In recent years, far-right parties have risen rapidly in the West, especially Germany. By increasing violence against foreigners, especially Turks and Muslims, the neo-Nazis are trying to revive the legacy of "racism" left by Adolf Hitler in Germany.
A far-right organization called the National Socialist Underground signed threatening letters that reaffirmed the reality of neo-Nazis in Germany, while fears deepened when it was proven that those who sent the letter received their information from a police computer, which indicates the terrorist organization's links within the country. German.
Although the case was closed and the accused members of the terrorist organization "NSU" that killed 10 people 10 years ago, including 8 Turks, obtained ostensible sentences, the name of the organization returned to the top of the German scene after sending death threats to the victims' relatives and lawyers.
Among the people who received the threatening letter was Seda Pashay Yildiz, one of the lawyers in the NSU case. Speaking to TRT Haber , Yildiz, who has received 15 threatening letters since 2018, indicated that the German judiciary had failed, adding: "This is all information obtained from the police computer, and we have not received any satisfactory answers in this regard."
Tip of the iceberg
Experts, quoted by TRT Haber, assert that NSU's terrorism is only the tip of the iceberg. In turn, they point out the urgent need for a comprehensive study on far-right terrorism and the racism that accompanies it, especially since the spread of the Internet has also paved the way for the emergence of new types of threats.
For its part, the far-right organizations, led by the neo-Nazi terrorist organization, made the best use of the Internet to organize their ranks and revive the legacy of racism left by Hitler.
In conjunction with the media pumping that promotes Islamophobia and hatred for everything that is different over the past years, and the accompanying rise in the shares of far-right and populist parties in a group of Western countries, experts believe that the situation has become a “ticking bomb”, warning of the possibility of similar racist attacks from It would stain Germany's history in the future.
Bloody history
With the unification of Germany in 1990, racist attacks against foreigners and refugees in general and Turks in particular increased, and the beginning was after the killing of the nineteen-year-old Turkish Mehmet Aksa by German youths in the capital, Berlin, in October 1991.
Despite the passage of nearly two decades, and in the wake of the recent racist attack that killed 9 people, including 4 Turks, in the German city of Hanau on February 19, 2020, then German Chancellor Angela Merkel came out and said: “Racism is poison, and hatred is poison, and this poison in our society and a reason for many.” of crimes."
A report published by Anadolu Agency indicates that far-right groups in Germany committed many crimes, such as arson, terrorism and murder between 1990 and 2020, killing more than 200 people during this period.
In a related context, the Amadeo Antonio Foundation, which works in the fight against the extreme right, issued a statement in 2019, in which it indicated that it had verified more than 3,300 events that occurred on different dates in the past, and that investigations showed that 745 of these events occurred with motives. racism.
Neo-nazis
The "Neo-Nazis" organization is a racist extremist movement with a political and ideological similar to Hitler's Nazism, and it is sometimes called "neo-fascism", and it is active in the predominantly white countries in Europe, especially Germany.
At the time when the first signs of the existence of the "neo-Nazis" organization appeared in the German city of Thuringia in November 2011, the Federal Prosecutor's Office launched a special investigation to reveal the orientations of this organization.
On July 11, 2018, the German judiciary held the "neo-Nazi" terrorist organization responsible for the killing of 10 people, including 8 Turks, in armed attacks that took place in various German cities.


Task item
Exactly the lines starting at the line containing "Find the location of a particular element. The" and ending at the line containing "This screenshot has width=638, height=346." are to be written out from the listing below, both included.

Entries shown
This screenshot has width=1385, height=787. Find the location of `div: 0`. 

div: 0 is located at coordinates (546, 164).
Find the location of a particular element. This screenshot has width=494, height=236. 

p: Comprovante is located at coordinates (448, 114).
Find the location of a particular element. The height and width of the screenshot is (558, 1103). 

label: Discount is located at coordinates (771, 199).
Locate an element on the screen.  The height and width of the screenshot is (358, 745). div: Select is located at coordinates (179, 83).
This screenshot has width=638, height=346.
--
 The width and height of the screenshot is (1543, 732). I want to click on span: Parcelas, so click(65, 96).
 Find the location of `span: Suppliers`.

Written solution
Find the location of a particular element. The height and width of the screenshot is (558, 1103). 

label: Discount is located at coordinates (771, 199).
Locate an element on the screen.  The height and width of the screenshot is (358, 745). div: Select is located at coordinates (179, 83).
This screenshot has width=638, height=346.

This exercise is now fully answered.